State Supreme Court: Assigning employees based on their race is illegal discrimination

Published: 
Monday, August 1, 2016

The Washington State Supreme Court unanimously decided that it’s illegal for an employer to make staffing decisions based on race—even if the employer does not intend to discriminate. The decision came in a case in which the state argued that it was permissible to sort employees by skin color in response to a psychiatric patient’s racist threats of violence.

“Employers shouldn’t be able to categorize their employees by race, and the fact that that this was done by the state is especially objectionable,” said Breanne Schuster, Staff Attorney with the ACLU-WA. “The court’s unanimous decision today makes clear that our state’s anti-discrimination law is broad and strong, and cannot be trumped by fear.”

The ACLU-WA filed an amicus brief in the case, Blackburn v. State, in which a supervisor at Western State Hospital told a nurse to yield to the demands of a psychiatric patient who refused to be treated by African-American staff members.

When no White staff member was available, employees compared skin color to determine who among them had the lightest color. The state Department of Social and Health Services (DSHS), which operates the hospital, argued that it acted out of concern for its employees, not racial hostility.

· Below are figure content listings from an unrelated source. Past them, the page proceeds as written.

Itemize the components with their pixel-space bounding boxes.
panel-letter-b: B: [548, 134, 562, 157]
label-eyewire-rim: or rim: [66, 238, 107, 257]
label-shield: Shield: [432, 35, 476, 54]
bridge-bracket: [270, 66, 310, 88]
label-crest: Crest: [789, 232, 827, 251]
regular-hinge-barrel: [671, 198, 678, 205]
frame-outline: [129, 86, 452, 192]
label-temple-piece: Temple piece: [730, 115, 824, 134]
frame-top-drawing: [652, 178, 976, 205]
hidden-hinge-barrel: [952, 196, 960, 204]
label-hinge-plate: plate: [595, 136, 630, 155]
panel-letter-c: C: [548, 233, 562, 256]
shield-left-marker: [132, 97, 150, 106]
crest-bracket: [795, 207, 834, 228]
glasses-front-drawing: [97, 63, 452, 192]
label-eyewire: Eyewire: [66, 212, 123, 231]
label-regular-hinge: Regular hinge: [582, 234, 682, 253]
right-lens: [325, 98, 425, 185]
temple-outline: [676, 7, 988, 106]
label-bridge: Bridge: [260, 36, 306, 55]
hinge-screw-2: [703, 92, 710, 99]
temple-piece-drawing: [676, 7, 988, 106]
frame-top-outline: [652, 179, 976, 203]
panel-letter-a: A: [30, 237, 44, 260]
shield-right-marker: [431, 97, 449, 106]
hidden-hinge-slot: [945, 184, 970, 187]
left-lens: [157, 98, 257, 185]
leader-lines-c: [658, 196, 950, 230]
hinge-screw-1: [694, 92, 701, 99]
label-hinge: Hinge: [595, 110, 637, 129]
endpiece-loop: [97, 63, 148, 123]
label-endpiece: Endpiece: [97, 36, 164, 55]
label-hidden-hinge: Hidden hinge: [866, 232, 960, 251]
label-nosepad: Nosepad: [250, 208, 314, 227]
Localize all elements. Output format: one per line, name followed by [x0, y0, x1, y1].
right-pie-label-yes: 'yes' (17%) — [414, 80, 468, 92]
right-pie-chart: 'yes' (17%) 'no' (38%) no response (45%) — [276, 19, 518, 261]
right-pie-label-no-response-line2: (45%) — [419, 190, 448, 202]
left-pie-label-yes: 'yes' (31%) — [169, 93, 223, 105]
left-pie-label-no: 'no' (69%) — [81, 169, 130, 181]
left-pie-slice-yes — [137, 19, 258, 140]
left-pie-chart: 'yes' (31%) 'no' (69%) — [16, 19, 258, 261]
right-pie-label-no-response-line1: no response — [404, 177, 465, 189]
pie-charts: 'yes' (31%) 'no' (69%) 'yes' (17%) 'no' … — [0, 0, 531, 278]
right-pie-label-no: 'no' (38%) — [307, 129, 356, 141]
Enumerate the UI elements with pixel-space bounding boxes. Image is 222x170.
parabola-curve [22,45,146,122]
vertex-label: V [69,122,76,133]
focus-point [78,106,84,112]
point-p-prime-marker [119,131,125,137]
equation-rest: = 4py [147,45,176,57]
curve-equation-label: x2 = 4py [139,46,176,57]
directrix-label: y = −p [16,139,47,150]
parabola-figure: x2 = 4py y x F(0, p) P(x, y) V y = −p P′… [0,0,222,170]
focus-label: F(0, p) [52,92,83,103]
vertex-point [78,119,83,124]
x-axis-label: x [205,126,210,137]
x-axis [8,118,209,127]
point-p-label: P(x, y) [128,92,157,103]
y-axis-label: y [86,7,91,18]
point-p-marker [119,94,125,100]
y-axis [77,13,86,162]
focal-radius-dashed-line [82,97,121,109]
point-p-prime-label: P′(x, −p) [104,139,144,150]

But the Supreme Court agreed with the arguments made by the ACLU, that race-based staffing is discrimination on its face and thus unlawful under the Washington Law Against Discrimination (WLAD). The law has no exceptions that apply in this case, the court said, overturning a Pierce County Superior Court Decision.

The court noted that the WLAD was enacted to protect individuals from discrimination on the basis of race and that it was to be construed liberally to accomplish its purposes. The opinion goes on to state that “when an employee makes out a claim of disparate treatment under the WLAD . . . the employer’s action is considered unlawful unless the employer has a valid justification.”

By ruling that the expressed preferences or demands of patients are no justification for race-based work assignments in a hospital, the court’s decision carries broad implications for workplaces all over Washington.

It means, for example, that public defense offices cannot make race-based decisions when assigning public defenders to clients, and that retail store managers cannot respond to racist customers by using race to determine who is assigned to help such customers.